Everyone says multitasking is bad. As usual, everyone is wrong. I’ll explain.

You know the old line about walking and chewing gum at the same time? I can’t. Seriously. I always end up biting my lip or my tongue. Actually chewing anything while simultaneously doing something else is dangerous for me. But the odds of hurting myself go way up if I’m moving.

Wait, it gets better. The other day I bought a prepackaged salad from Trader Joe’s to eat in the park. Squirting salad dressing out of the little packet with one hand and swiping my iPhone with the other, I somehow managed to flip the entire salad over into my lap. Oh yes I did.

Now, if you conclude that maybe I’m an uncoordinated klutz with unsteady hands and an overly aggressive bite, you’d be right. I wear a night guard to protect my teeth and I could never be a brain surgeon. But, it’s always worse when I try to do two things at once. That’s when disaster strikes.

But if you conclude that I can’t multitask, you’d be wrong. Doing two cognitive tasks simultaneously is not multitasking. In fact, neither of those examples are multitasking.

Before I explain what multitasking is, let’s get one thing out of the way. You will perform any single cognitive task better if you give it your undivided attention. This is not a news flash.

If you text or tweet when you should be paying attention to what someone is saying or doing, you will miss some information. Chefs can julienne veggies with better accuracy and less bloodletting if they’re not reading a recipe at the same time. And flying with a pilot who’s addicted to Scrabble is a bad idea.

It’s nuts that anyone has to conduct research to figure that out but they apparently do.

Multitasking is completely different from doing two things at once. Multitasking is doing one task while you’re waiting for another to complete or interrupting a lower priority task to perform a higher priority one. The concept, and the name, comes from 60s computer architecture.

Today, every microprocessor in your smart devices and computers multitasks. They’re all more effective and efficient as a result. And the same is true of humans. All humans. That’s right, even you.

Everyone from cooks and doctors to construction workers and auto mechanics multitasks. They interrupt low priority tasks in favor of more critical ones all the time. And they don’t sit around and wait for information or an event to occur. They do something else while they’re waiting.

That’s multitasking. Period. And just as with computers, it always improves overall performance.

For example, if you’re a manager working on a report and an employee needs a decision from you so he can get a product out to a customer in the last FedEx shipment, it makes sense to interrupt what you’re doing and answer his question. When the day is over, both tasks will be complete, but only because you allowed the interrupt.

I can give you similar examples in virtually every line of work. Multitasking is absolutely critical to improving your effectiveness no matter what you do for a living. If everyone working in corporations, hospitals, restaurants and construction suddenly stopped multitasking, productivity would drop dramatically. Simple as that.

One more thing. Being so busy or overloaded that you’re never really present or focused on what you’re doing, or being perpetually distracted by texting and emailing when you should be working, that’s not multitasking. That’s just dumb. And you don’t need a study to tell you that, now do you?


*Assigned task*
From the records below, give the number of lines that include the word "icon". Add no other words.
[[ Data for this task open ]]
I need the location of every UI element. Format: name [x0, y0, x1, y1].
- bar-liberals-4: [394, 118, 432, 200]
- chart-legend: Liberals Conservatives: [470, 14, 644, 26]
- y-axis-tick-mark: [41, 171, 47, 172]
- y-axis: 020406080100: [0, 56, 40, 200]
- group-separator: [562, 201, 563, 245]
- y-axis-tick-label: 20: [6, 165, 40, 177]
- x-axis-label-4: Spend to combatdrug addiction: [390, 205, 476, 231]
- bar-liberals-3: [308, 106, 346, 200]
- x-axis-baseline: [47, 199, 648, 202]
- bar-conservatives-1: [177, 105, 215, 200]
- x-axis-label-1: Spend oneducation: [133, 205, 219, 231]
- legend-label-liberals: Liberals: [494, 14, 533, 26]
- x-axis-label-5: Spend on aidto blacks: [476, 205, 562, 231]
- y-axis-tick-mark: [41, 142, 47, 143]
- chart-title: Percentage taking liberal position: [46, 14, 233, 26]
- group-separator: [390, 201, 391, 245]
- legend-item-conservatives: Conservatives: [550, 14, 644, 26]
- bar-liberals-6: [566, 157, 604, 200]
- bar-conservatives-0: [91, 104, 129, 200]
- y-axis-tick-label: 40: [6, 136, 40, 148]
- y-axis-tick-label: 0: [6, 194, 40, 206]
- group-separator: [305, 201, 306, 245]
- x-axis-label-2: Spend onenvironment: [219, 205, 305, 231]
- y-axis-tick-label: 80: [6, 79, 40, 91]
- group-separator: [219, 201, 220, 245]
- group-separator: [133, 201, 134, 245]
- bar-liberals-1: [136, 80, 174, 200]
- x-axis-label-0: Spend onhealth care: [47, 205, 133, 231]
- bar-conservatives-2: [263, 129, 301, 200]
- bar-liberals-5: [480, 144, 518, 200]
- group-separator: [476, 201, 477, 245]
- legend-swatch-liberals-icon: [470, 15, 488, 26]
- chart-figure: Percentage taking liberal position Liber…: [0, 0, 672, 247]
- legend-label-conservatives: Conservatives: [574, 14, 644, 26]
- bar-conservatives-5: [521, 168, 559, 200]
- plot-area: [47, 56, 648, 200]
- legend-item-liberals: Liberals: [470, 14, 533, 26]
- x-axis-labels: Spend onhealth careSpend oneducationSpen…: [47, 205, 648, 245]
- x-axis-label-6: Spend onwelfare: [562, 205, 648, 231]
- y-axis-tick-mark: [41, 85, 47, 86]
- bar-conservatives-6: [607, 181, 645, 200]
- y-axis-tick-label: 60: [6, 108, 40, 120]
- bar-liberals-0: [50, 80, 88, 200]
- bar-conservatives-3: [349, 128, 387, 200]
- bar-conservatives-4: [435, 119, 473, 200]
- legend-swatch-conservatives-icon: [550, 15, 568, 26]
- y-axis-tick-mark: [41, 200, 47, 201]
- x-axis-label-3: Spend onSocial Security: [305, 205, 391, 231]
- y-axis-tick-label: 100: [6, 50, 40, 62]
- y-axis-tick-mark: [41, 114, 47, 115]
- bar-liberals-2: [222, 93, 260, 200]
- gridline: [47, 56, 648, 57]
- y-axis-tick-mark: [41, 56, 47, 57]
[[ Data for this task closed ]]
*Completed task*
2